“I’ve not done any of this for superstardom, quite the opposite. I threw away the rock star mantle. And for that, there’s resentment too: ‘How dare he, how dare he.’”

—  John Lydon

Interview with Los Angeles Times, 2015

Adopted from Wikiquote. Last update Oct. 2, 2023. History

Help us to complete the source, original and additional information

Do you have more details about the quote "I’ve not done any of this for superstardom, quite the opposite. I threw away the rock star mantle. And for that, there’…" by John Lydon?
John Lydon photo
John Lydon 22
English singer, songwriter, and musician 1956

Related quotes

Luc de Clapiers, Marquis de Vauvenargues photo

“He who knows how to suffer everything can dare everything.”

Luc de Clapiers, Marquis de Vauvenargues (1715–1747) French writer, a moralist

Qui sait tout souffrir peut tout oser.
Variant: He who knows how to suffer everything can dare everything.
Source: Reflections and Maxims (1746), p. 176.

Bill Maher photo

“How dare any state or group of individuals do more. Or less.”

Source: Anarchy, State, and Utopia (1974), Ch. 10 : A Framework for Utopia; Utopia and the Minimal State, p. 333
Context: Is not the minimal state, the framework for utopia, an inspiring vision?
The minimal state treats us as inviolate individuals, who may not be used in certain ways by others as means or tools or instruments or resources; it treats us as persons having individual right with the dignity this constitutes. Treating us with respect by respecting our rights, it allows us, individually or with whom we please, to choose our life and to realize our ends and our conception of ourselves, insofar as we can, aided by the voluntary cooperation of other individuals possessing the same dignity. How dare any state or group of individuals do more. Or less.

Philip Pullman photo
John Donne photo

“And dare love that, and say so too,
And forget the He and She.”

John Donne (1572–1631) English poet

The Undertaking, stanza 5

Horace photo

“He who has begun has half done. Dare to be wise; begin!”
Dimidium facti qui coepit habet; sapere aude; incipe!

Book I, epistle ii, lines 40–41
Epistles (c. 20 BC and 14 BC)

Clive Staples Lewis photo

“He replies to our babble, 'you cannot and dare not. I could and dared.”

A Grief Observed (1961)
Context: And then one babbles — 'if only I could bear it, or the worst of it, or any of it, instead of her.' But one can't tell how serious that bid is, for nothing is staked on it. If it suddenly became a real possibility, then, for the first time, we should discover how seriously we had meant it. But is it ever allowed?
It was allowed to One, we are told, and I find I can now believe again, that He has done vicariously whatever can be done. He replies to our babble, 'you cannot and dare not. I could and dared.

Charles Kingsley photo

“How much could I tell them? How much dared I tell them?”

Source: The Walking Drum (1984), Ch. 31
Context: How much could I tell them? How much dared I tell them? What was the point at which acceptance would begin to yield to doubt? For the mind must be prepared for knowledge as one prepares a field for planting, and a discovery made too soon is no better than a discovery not made at all. Had I been a Christian, I would undoubtedly have been considered a heretic, for what the world has always needed is more heretics and less authority. There can be no order or progress without discipline, but authority can be quite different. Authority, in this world in which I moved, implied belief in and acceptance of a dogma, and dogma is invariably wrong, as knowledge is always in a state of transition. The radical ideas of today are often the conservative policies of tomorrow, and dogma is left protesting by the wayside.  Each generation has a group that wishes to impose a static pattern on events, a static pattern that would hold society forever immobile in a position favorable to the group in question. <!--
Much of the conflict in the minds and arguments of those about me was due to a basic conflict between religious doctrines based primarily upon faith, and Greek philosophy, which was an attempt to interpret experience by reason. Or so it seemed to me, a man with much to learn.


▶ _Problem statement_
For each entry below, write an exact copy and leave out the images.

═══ Exercise material

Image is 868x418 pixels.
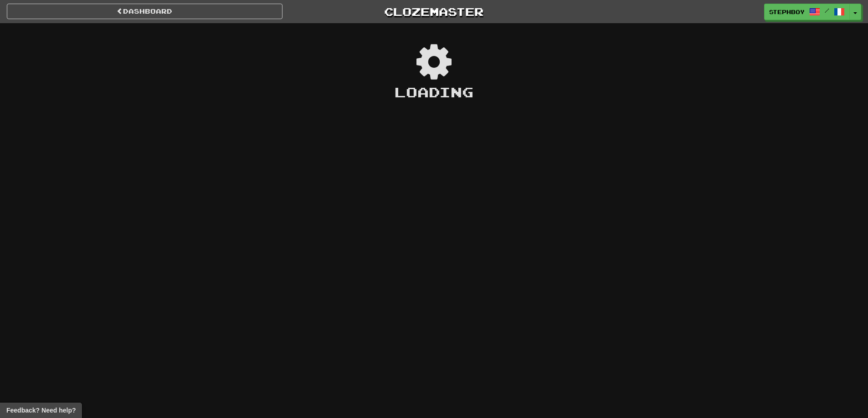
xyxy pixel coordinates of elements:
[7,406,75,415] span: Open feedback widget
[764,4,849,20] a: stephboy /
[769,8,805,16] span: stephboy
[296,4,572,20] a: Clozemaster
[825,7,829,14] span: /
[7,4,283,19] a: Dashboard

══════

▶ _Result of the task_
Image is 868x418 pixels.
xyxy pixel coordinates of elements:
[7,406,75,415] span: Open feedback widget
[764,4,849,20] a: stephboy /
[769,8,805,16] span: stephboy
[296,4,572,20] a: Clozemaster
[825,7,829,14] span: /
[7,4,283,19] a: Dashboard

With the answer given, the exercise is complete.